Have you noticed how Jesus warns the rich about the difficulty of entering the kingdom
of God (Matt 19:23)? It is not impossible, of course. Abraham and Job were renowned
for their wealth, to name but two godly folk in the Bible. And, were it not for the
ministry of wealthy women, Jesus’ own ministry would have been severely curtailed.
The issue is not wealth in and of itself. The issue is one of godliness. Wealth
makes it hard for a person to depend on God. If you are accustomed to getting
everything you want it is hard to develop good spiritual attitudes of a servant-like heart
that waits on the Master to provide. Cyprian (c. 20-258 a.d.) wrote about the wealthy in
his day in terms that shock us now as it must have then:

“Their property held them in chains… chains which shackled their courage and
choked their faith and hampered… their judgment and throttled their souls… They
think of themselves as owners, whereas it is they rather who are owned; enslaved as they
are to their own property, they are not the masters of their money but its slaves.”
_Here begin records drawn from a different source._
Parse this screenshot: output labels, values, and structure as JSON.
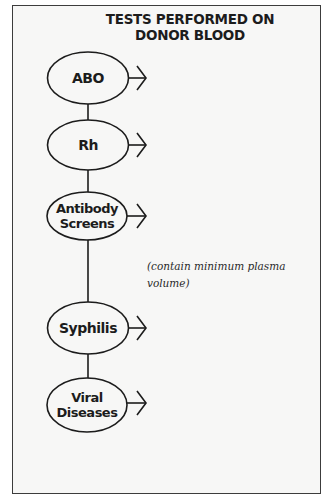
{
  "title": {
    "line1": "TESTS PERFORMED ON",
    "line2": "DONOR BLOOD"
  },
  "nodes": [
    {
      "id": "abo",
      "label_lines": [
        "ABO"
      ]
    },
    {
      "id": "rh",
      "label_lines": [
        "Rh"
      ]
    },
    {
      "id": "antibody-screens",
      "label_lines": [
        "Antibody",
        "Screens"
      ]
    },
    {
      "id": "syphilis",
      "label_lines": [
        "Syphilis"
      ]
    },
    {
      "id": "viral-diseases",
      "label_lines": [
        "Viral",
        "Diseases"
      ]
    }
  ],
  "note": {
    "line1": "(contain minimum plasma",
    "line2": "volume)"
  },
  "colors": {
    "stroke": "#1c1c1c",
    "frame_border": "#3c3c3c",
    "background": "#f7f7f6"
  }
}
That captures it well. Riches choke out the spirit of waiting upon God. It
fosters prayerlessness, ingratitude, and self-absorption. It encourages us to think
of riches as “my treasure”ѕ to cite Gollum in J. R.
R. Tolkien’s epic saga, Lord of the Rings. There is a blessing that
attends the need to have to pray for the next meal that outweighs the blessing of earthly
resources. It helps us see that God is giver of all good things.

Horatius Bonar caught it well in his hymn, Fill Thou my life, O Lord my God
whenever he wrote the lines:

Praise in the common things of life,
Its goings out and in;
Praise in each duty and each deed,
However small and mean.

Even in the mean things, God is the great Provider. “He loves thee
too little, who loves anything as well as thee which he does not love for thy sake,”
wrote Augustine. Seeing in a loaf of bread the sovereign providence of God is a
lesson that is designed to keep us humble.

But why do we pray for daily bread?

Living one day at a time
It would be interesting if the prayer read, “Give us this day
our weekly, or monthly bread”! Why did Jesus so word this prayer
to ensure that we focus on the needs of one day at a time? Actually, the petition
has been subjected to some severe analysis at this point. The original Greek uses a hapax
legomenon
at this point. That is, the word translated “daily” only
occurs here in the New Testament. The New Living Translation, for example, suggests
a marginal reading, “Give us our food for tomorrow.”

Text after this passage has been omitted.